Footsteps

Free Footsteps by Pramoedya Ananta Toer Page B

Book: Footsteps by Pramoedya Ananta Toer Read Free Book Online
Authors: Pramoedya Ananta Toer
Tags: Fiction, Literary, Historical
to be thrown like a beggar before the Native courts?
    Yes, all these things made me feel even more lonely, as if there was no way for me to make any real or intimate contact with the world around me.

    Every Saturday afternoon as we left the school grounds, you could see the parents of prospective brides making sure they would remember our faces. These were residents of the hamlets of Ketapang, Kwitang, and also Abang Puasa, whose residents killed Nyai Dasima. They were hunting after a medical student son-in-law! Even Kwitang had become a hunting ground for students. This was not only because of the number of parents there who were hunting after sons-in-law, nor because this hamlet’s young women were particularly attractive to students, and not because, in any case, we students were respected by everyone everywhere. There was a more fundamental reason—every student needed a family. There he could get out of his traditional clothes, change into European clothes, and become a sinyo once again. In European clothes, we could wander wherever we wanted, neutral in identity, especially when chasing after the nyai.
    Then the students would return to their adopted family, dress again in their traditional clothes, and go back to the school dormitory.
    All the inhabitants of Kwitang knew about this custom, and the hamlet’s families ruthlessly competed among themselves to win the chance to look after one of us. And always there was a young daughter of marriageable age. The tradition of keeping such daughters out of sight until she had a partner had been destroyed by the medical school.
    A student need only nod, need only say yes. The next day or the day after, he would have a wife. It could be his first, or just a new one.
    I was no different. I also had a family. It was headed by
Ibu
Baldrun, an old woman, a widow who lived off her husband’s pension. She had two adopted sons. My friends were amazed that I had picked a family like that.
    Whenever I wanted to disappear into the city, I would go to Ibu Baldrun’s first and change into European clothes. To wander off in Javanese clothes, especially when the sun was at its hottest, would turn your head into a mountain with a thousand streams of tears, with your hair feeling as if it was going to fall out at any moment. And how much worse it is when your dandruff is acting up. Even the scratching of the sharpest of fingernails can provide no relief. And then to walk barefoot over the stonestreets, with the droppings of all the city’s beasts of burden everywhere…uh!
    “
Denmas
, Ibu doesn’t understand why Denmas chose to live here. There’s no pretty young suitable girl here. Do you want Ibu to find you somebody?”
    And she went on to say that it was time I took a wife. And I said, well, if it’s a question of destiny whom I marry, then it doesn’t matter where I go, does it? She laughed and didn’t raise the issue again.
    I kept my European clothes there and also the bicycle I had eventually bought at the Van Hien bicycle shop in Noordwijk. There was a huge crowd of children who turned out to watch me learning to ride. And yes, after three days I had mastered this supernatural beast. My friends soon after also started to buy bicycles.
    Ibu Baldrun’s house turned out to be a good place to get some privacy. I used it as my postal address. And so it was to that house that my mother came to visit. This happened seven months into my studies. Taram, Ibu Baldrun’s eldest son, came to the school at the end of the afternoon classes and told me that I had a guest from far away who was waiting for me at his house. And so it was that I met again that most honored of women. She looked at me in amazement. I knelt down before her. Her look of amazement still did not go away. Her eyes caressingly inspected me, from my feet to the top of my destar, and she breathed a sigh of relief. Then: “I would never have thought, Child.”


**Task requirements:** State how many lines of the records include the word "match"; the reply is that number alone.
========================
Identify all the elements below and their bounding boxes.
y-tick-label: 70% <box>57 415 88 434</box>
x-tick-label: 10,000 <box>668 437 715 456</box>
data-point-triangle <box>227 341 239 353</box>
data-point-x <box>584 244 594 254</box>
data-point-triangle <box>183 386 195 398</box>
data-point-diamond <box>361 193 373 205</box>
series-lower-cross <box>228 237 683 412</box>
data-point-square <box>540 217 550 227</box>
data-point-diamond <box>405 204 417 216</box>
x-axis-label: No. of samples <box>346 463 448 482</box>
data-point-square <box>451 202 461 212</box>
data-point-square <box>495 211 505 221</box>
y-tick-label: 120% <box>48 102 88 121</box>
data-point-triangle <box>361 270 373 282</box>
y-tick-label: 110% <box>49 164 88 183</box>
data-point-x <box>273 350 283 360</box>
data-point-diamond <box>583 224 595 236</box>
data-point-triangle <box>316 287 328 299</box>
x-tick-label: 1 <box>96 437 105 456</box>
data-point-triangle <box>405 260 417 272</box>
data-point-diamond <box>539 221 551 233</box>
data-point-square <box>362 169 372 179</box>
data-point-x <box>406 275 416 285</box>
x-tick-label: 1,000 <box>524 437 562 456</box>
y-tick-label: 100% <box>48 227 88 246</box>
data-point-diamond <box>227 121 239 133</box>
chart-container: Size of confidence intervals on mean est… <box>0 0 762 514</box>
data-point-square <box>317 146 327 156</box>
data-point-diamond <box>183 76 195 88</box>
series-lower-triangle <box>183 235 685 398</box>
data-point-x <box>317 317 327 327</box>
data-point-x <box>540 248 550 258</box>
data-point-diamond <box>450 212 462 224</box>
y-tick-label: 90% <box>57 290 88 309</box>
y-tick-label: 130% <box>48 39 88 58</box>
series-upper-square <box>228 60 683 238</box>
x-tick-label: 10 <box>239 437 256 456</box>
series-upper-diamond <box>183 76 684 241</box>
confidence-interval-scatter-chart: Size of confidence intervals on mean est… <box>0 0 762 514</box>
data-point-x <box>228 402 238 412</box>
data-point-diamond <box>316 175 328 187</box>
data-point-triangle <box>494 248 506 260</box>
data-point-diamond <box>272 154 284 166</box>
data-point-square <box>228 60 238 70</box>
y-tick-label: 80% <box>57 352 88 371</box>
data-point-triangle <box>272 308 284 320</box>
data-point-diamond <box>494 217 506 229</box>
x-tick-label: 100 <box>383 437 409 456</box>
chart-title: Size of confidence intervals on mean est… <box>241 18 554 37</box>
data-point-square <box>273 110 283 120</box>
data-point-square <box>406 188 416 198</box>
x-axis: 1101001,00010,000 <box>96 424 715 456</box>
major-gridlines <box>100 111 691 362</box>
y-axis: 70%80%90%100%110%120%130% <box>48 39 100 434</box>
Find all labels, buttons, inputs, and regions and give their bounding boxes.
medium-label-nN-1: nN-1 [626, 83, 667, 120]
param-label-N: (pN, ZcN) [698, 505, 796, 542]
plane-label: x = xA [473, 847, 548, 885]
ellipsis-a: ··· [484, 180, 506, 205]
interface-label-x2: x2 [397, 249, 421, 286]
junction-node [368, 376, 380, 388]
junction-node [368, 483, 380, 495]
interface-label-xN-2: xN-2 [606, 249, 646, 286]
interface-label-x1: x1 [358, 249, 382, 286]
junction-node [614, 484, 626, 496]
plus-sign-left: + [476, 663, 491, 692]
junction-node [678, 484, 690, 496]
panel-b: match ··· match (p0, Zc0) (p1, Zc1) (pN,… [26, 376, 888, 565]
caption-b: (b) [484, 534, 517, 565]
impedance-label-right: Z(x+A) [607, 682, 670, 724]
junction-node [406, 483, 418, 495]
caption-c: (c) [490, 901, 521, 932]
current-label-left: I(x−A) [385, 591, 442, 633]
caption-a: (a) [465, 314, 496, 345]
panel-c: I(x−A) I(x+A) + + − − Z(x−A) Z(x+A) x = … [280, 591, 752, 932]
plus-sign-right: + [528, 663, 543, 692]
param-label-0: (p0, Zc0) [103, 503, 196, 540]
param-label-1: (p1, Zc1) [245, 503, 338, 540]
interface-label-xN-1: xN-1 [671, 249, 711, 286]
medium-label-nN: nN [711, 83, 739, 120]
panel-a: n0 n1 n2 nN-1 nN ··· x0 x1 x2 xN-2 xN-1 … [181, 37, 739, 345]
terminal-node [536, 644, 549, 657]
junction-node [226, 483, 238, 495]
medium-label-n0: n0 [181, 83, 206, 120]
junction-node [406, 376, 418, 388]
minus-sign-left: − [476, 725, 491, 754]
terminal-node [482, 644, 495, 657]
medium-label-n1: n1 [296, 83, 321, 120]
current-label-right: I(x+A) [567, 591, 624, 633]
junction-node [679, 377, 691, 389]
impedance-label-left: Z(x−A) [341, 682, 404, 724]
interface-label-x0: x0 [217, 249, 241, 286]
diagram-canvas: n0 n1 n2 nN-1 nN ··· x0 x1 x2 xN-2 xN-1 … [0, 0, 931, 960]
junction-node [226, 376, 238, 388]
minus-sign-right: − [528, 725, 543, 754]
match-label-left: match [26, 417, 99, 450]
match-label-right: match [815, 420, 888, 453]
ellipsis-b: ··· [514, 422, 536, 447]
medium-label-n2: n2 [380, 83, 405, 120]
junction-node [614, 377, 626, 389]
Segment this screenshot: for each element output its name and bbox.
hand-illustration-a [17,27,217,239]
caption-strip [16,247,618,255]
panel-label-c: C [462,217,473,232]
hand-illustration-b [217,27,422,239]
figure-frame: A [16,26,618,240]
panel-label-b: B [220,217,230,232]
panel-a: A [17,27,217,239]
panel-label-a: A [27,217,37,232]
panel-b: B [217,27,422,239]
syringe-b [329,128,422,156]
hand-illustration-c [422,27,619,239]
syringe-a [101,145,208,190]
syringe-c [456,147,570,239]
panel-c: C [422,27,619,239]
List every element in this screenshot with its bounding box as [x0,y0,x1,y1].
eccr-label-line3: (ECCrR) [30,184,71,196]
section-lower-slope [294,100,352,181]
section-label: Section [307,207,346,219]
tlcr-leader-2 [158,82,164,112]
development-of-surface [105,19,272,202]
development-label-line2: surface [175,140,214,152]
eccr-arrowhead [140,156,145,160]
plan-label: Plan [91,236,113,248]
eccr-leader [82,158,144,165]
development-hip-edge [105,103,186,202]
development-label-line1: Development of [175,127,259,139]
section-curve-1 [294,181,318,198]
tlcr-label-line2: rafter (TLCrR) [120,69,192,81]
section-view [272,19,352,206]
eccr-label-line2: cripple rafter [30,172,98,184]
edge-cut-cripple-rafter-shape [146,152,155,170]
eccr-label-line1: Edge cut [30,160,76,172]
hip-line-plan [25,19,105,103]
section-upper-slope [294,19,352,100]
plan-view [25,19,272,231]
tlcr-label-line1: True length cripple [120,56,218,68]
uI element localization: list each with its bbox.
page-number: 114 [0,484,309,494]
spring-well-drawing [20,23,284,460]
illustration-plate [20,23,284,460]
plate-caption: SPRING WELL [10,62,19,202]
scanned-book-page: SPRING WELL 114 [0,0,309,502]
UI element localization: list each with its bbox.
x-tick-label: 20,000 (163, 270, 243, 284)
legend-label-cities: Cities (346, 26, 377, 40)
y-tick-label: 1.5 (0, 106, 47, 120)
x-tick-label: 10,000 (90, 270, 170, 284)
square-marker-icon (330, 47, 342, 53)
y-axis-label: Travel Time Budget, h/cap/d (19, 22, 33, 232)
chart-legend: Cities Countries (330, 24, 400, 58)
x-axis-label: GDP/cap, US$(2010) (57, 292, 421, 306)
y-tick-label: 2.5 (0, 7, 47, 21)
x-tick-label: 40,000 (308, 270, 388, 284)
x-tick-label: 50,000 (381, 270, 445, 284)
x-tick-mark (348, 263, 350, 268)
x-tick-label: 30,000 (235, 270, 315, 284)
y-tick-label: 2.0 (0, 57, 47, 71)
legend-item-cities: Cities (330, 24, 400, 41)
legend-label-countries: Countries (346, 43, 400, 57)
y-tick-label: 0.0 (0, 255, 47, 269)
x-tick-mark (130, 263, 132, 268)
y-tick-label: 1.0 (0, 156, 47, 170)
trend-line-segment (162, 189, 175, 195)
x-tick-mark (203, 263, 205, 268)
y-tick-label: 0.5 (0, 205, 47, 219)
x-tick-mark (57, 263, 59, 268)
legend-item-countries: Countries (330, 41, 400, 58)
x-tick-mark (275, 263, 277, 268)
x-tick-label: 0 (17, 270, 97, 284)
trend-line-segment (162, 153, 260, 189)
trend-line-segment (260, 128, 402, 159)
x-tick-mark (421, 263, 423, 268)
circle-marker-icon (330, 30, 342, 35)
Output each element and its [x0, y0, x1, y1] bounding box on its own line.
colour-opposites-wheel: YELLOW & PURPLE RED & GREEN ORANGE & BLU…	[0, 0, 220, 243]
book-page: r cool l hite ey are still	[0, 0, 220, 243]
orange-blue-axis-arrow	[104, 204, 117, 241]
========================
**Solution for this exercise:** 3